Thursday, April 28, 2016

Obama and the Stock Market

Is Obama trying to take credit for the stock market returns over his tenure?  Looks that way.
“One of the constants that I’ve had to deal with over the last few years is folks on Wall Street complaining, even as the stock market went from in the 6,000s to 16,000 or 17,000,” he said, referring to the rise in the Dow Jones Industrial Average during his administration.
I can't update my analysis on this just now, but let me reiterate my basic thesis about Obama and the stock market: 1) what, in general, has been bad for Barack Obama has been good for the stock market; and, 2) the stock market expected 3 very bad things to come of the Obama era, and when it became apparent that only one would materialize, it rose on the reduction of fear rather than on a wave of optimism.  My key posts outlining this are here and here and here.  And here is the gist:
...despite re-election, Barack Obama's popularity has gone consistently down and his power has consistently ebbed since the day he took office.  Even at the supposed height of his influence, he had to scrape, scrounge and have Harry Reid pull a few sneaky tricks to get his signature legislation through.  Beyond that his accomplishments have been nearly nil, and, in my view, the stock market loves it.
The market had big legs up in response, or in absorbing the reality even before the fact, to major Obama defeats, the 2010 midterm elections and the 2014 loss of the Senate.  In general, however, the Obama tenure has been one of slowly eroding power and influence and the market has melted up.  It picked up on his ineffectuality long ago.  For the last year or so, it has been discounting what a post-Obama world might look like.

Having said all that, I DO believe that the Democrats' policies have resulted in the stock returns that we've experienced in recent years, but these results are completely unintentional and diametrically opposed to what Democrats say they want to achieve.  What we are seeing is either profound lack of understanding, on the part of Democrats, of how the world works or a completely phony facade of rhetoric built on top of a policy program specifically designed for the wealthy class.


## GOAL OF THE EXERCISE
From the first line to the last, print the records exactly, leaving out the pictures.

Dataset entries on figures

---------------

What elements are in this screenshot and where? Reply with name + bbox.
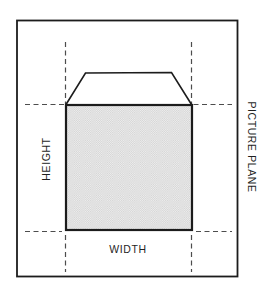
picture-plane-diagram: HEIGHT WIDTH PICTURE PLANE [0,0,268,293]
width-label: WIDTH [98,242,158,256]
projected-top-plane [66,73,192,105]
height-label: HEIGHT [39,99,53,219]
picture-plane-label: PICTURE PLANE [245,97,259,197]
shaded-picture-rectangle [66,105,192,230]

---------------

## REPLY
What elements are in this screenshot and where? Reply with name + bbox.
picture-plane-diagram: HEIGHT WIDTH PICTURE PLANE [0,0,268,293]
width-label: WIDTH [98,242,158,256]
projected-top-plane [66,73,192,105]
height-label: HEIGHT [39,99,53,219]
picture-plane-label: PICTURE PLANE [245,97,259,197]
shaded-picture-rectangle [66,105,192,230]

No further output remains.